In the Dynamo paper, the concept of hinted handoff describes a mechanism for dealing with writes that fail because the target node is unavailable. Other nodes often store the data temporarily, and when the downed node returns to the cluster, it begins to receive the data it should have received during the original writes.
In any deployment of even moderate size, resource failure will happen, and Dynamo-inspired systems were designed with this in mind. Cloudant did not escape this reality, and we have what we believe is an elegant solution. Leveraging the replication capabilities of CouchDB, on which Adam Kocoloski has worked diligently to improve, we were able to achieve a highly reliable and fast hinted handoff mechanism.
Each partition in a Cloudant cluster is housed on N partner nodes. These ‘shards’ are individual CouchDB storage files, and should contain the exact same documents on all nodes responsible for that partition. When one of the nodes is down, writes fail locally, but go to the other partner shards, as expected. Our solution enables internal partner node replication. That is, each shard establishes continuous bi-directional replication with the same shards on the other partner nodes. When the downed node returns to the cluster, replication to fill in the missing data begins instantly. Our solution also has the ability to throttle this ‘catch-up’ replication so we do not flood the newly returned node. This throttling allows us to minimize the impact upon the current operations of the node or entire cluster, if necessary.
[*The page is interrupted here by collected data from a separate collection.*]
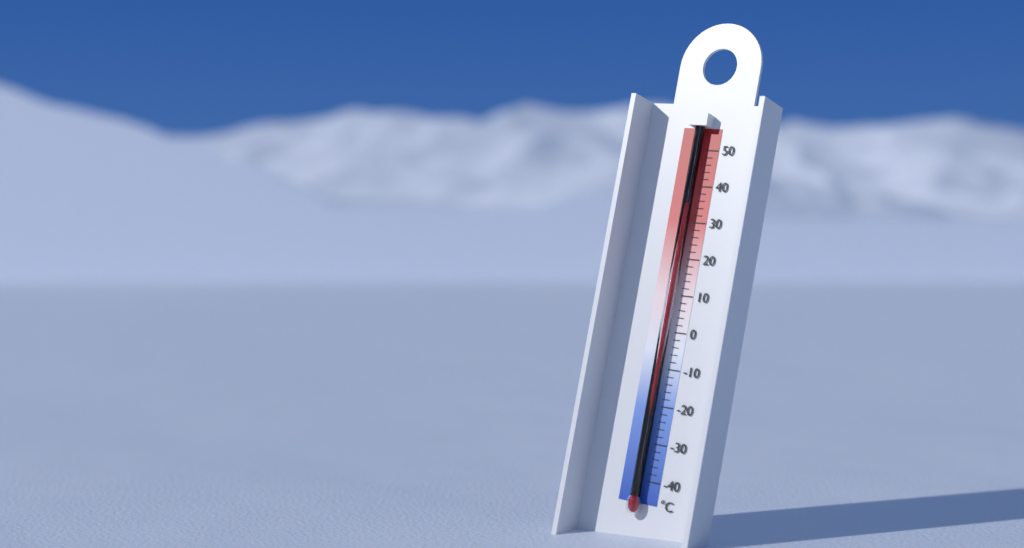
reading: 34 °C
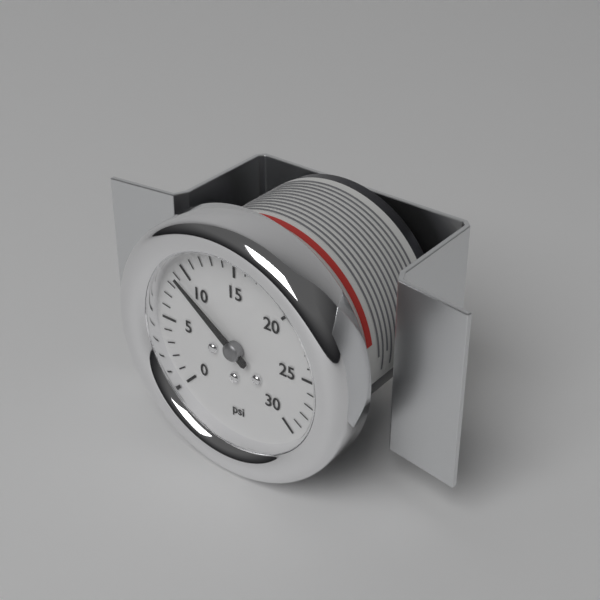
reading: 9 psi
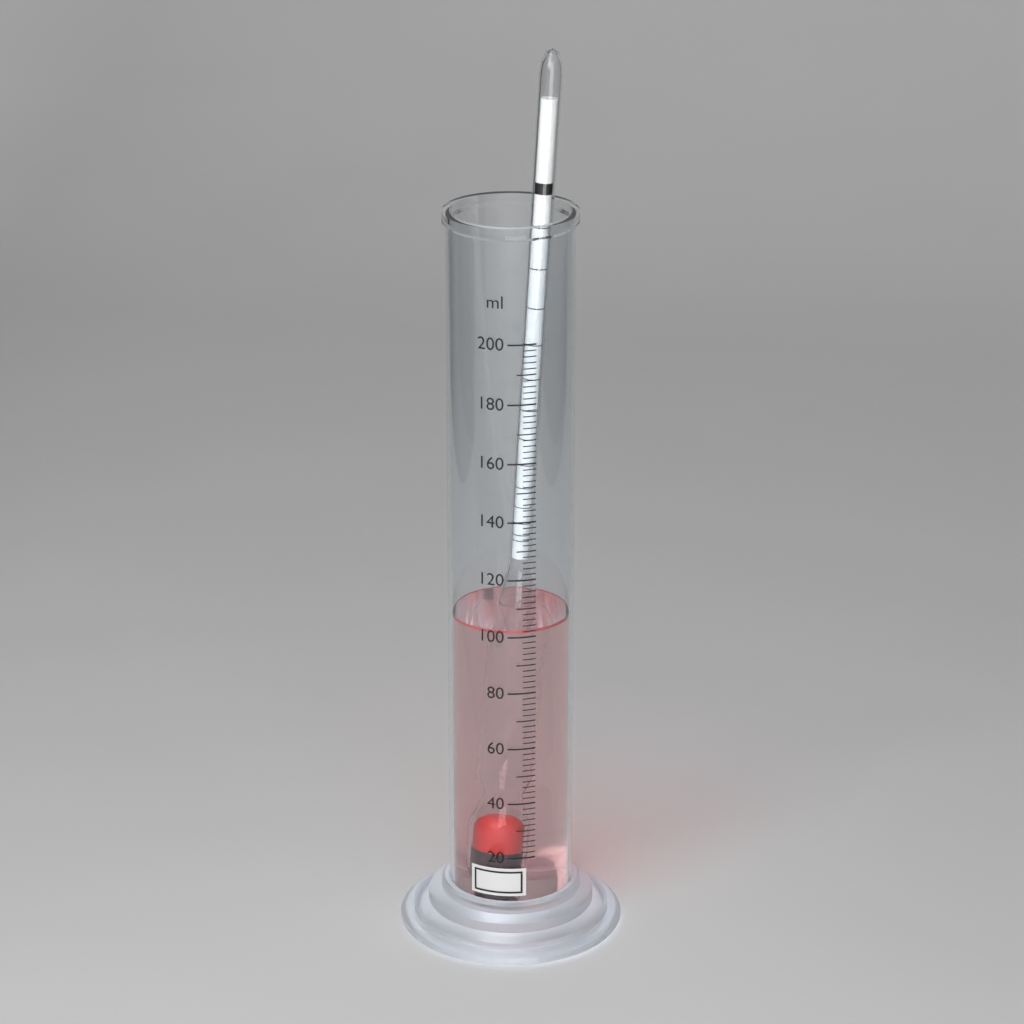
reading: 102 ml
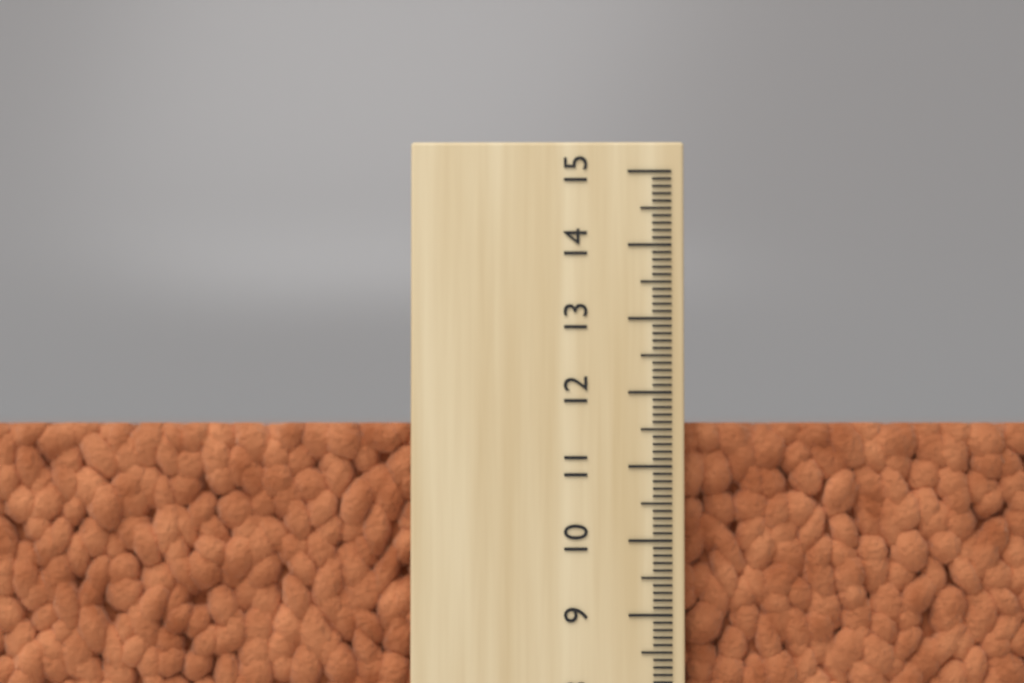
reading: 11.6 (no unit)
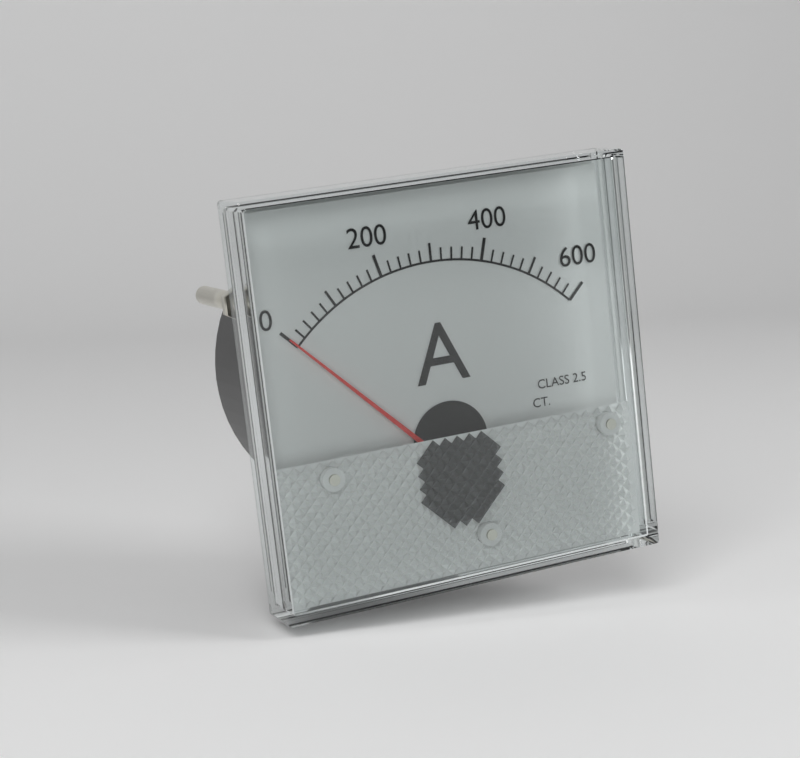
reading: 0 A
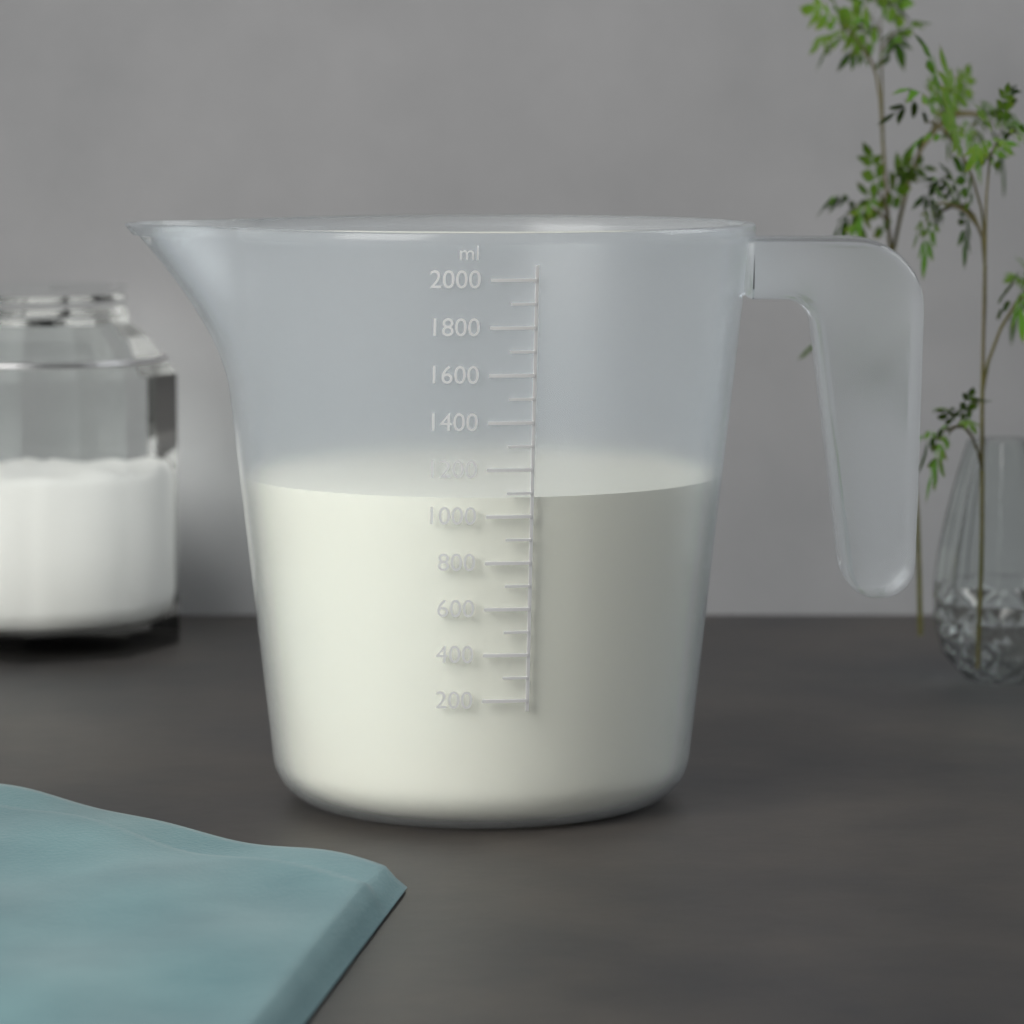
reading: 1080 ml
So, is this true hinted handoff? Maybe not, according the Dynamo purists out there. But there are buckets on other nodes that are temporarily holding data for a node while it takes a brief vacation. Also, those buckets are used for valid reads, even if they don’t count toward the read quorum, R. It’s pretty close to the full spirit of hinted handoff, it works for all but the most strenuous of outages, and we’re happy to offer it with our 0.9.0 release.